On a side note, this is a bastardization of of Plato's wall and his explorations into justice. One thing you forgot to mention is that this argument becoms circular. The point is that the Rat has now just seen the lab - and thinks thats all there is, the first rat that goes outside will tell the rats that didn't that they are misising the whole world. If you actually read the full Plato version, I think you will find that this argument works better against a God than for a God. It revolves around the people in a cave seeing shadows dancing on the wall from a far off fire. Seeing these shadows, they think they are seeing the world as it is - and create a reason to explain the shadows.

>
>
> That is an analogy to the christian experience in "meeting Jesus Christ". It's
> like a whole new world opens up, and you want to tell everyone about it.

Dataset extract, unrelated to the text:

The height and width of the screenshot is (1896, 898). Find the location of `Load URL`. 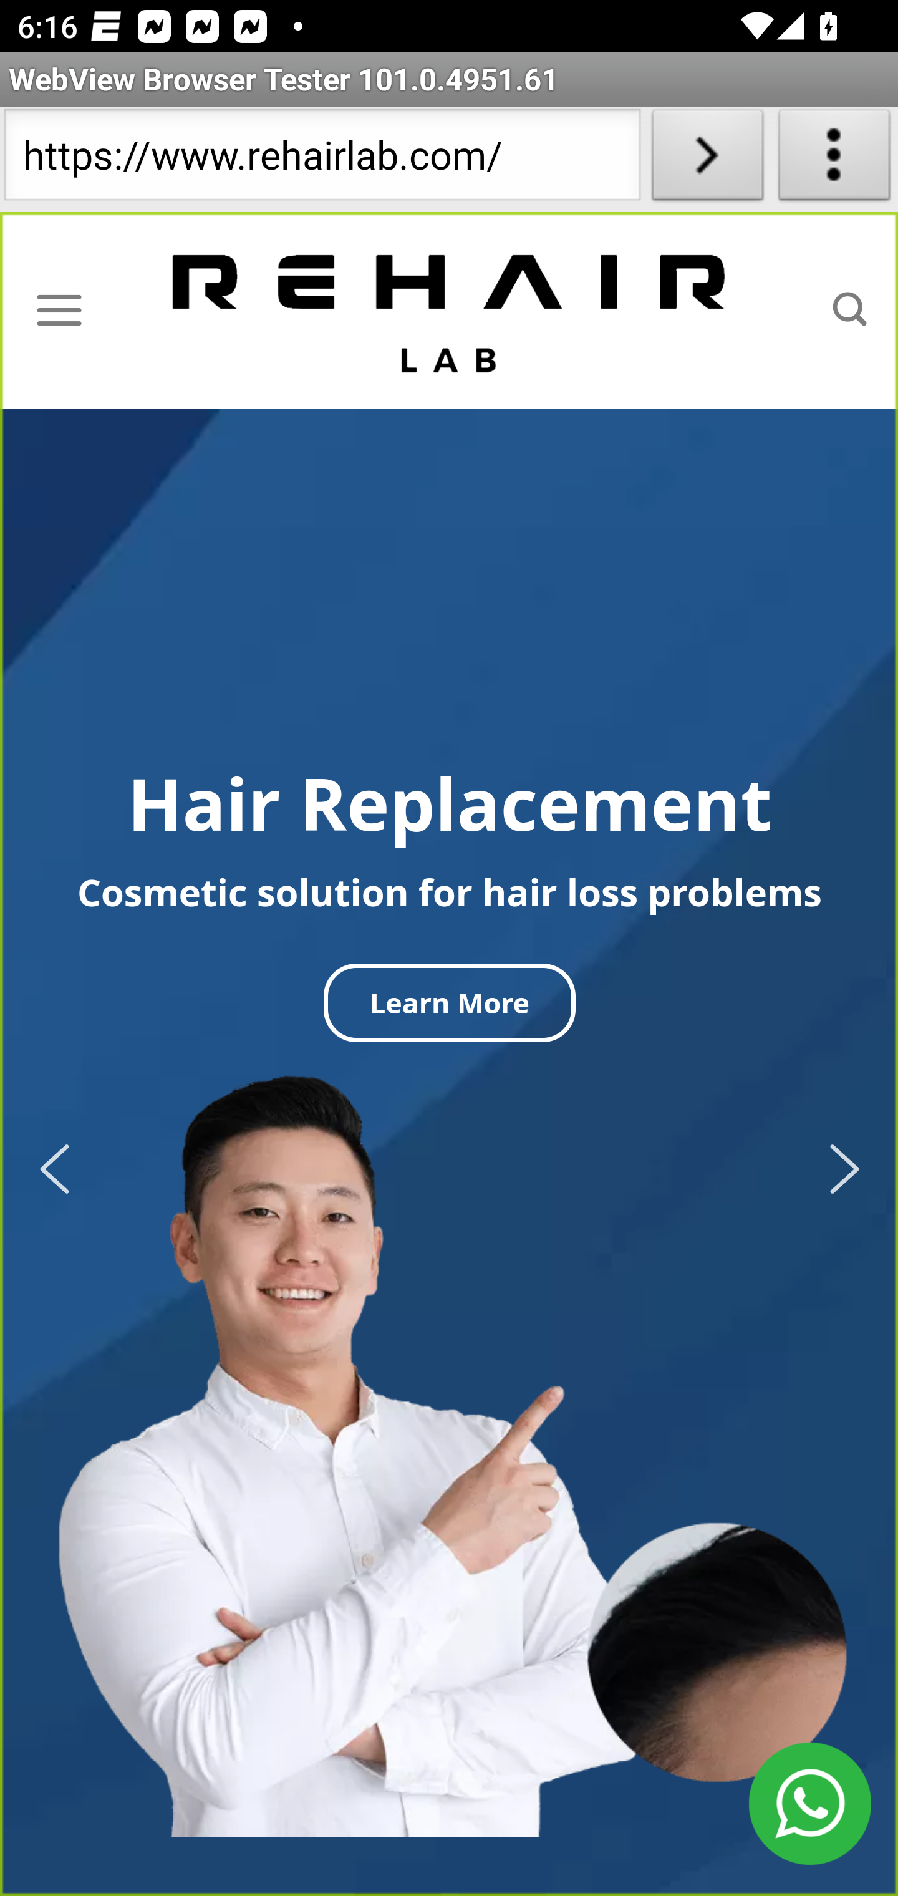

It's so
> real that no amount of evidence seems to be able to destroy faith in it.

Thats what faith is about, and why it is a "human sin" to most of us here. If you have any evidnec to support a conclusion, you dont need faith, yet the best preacher, or the brightest religious scientist has yet to come up with even a single thread of evidence. As time goes on, the stories in the Bible and Torah are being disproven as reality almost daily. Oh sure, there are few historical relevencies that these books help shed light on, but by an overwhelming majority - the stories cannot be considered anything but metaphor.

>
>
> I hope this clears up for you what makes a lot of these christians tick.
>
> I have had that experience, and now am trying to find out if this experience is
> just a trick of the brain.
>
> SG

I have had this experience and as many other brain candy experiences I can get, I seek them out like food and shelter. Just remember - Hindus, Buddists, Pagans, all religions cling to the religious experience as "unique" as their belief is the right one and the others cannot be. What I think is that people have codified brain candy, power, oppression and culture into a single unit and called it religion. It matters not what they believe, it just matters that the believe something. This leads me back to the Metaphorical brain candy i mentioned earlier.

"The truth shall set you free"

I have had the religious tell me that this means that God's truth will set you free, and dozens of others say "I know the truth". But I say it means that "accepting whatever the truth is" no matter how much you like or hate it, is the meaning of this statement. Being free means accepting reality as closely as your senses allow without changing it from lack of knowledge, or distaste. Those who choose to believe what they are told on faith, cannot be free, ever, but are trapped in irrelevant ideas. There is one good thing about it though - Brain candy galore. I suppose you could say that these people are drug addicts of a sort, incapable of helping themselves.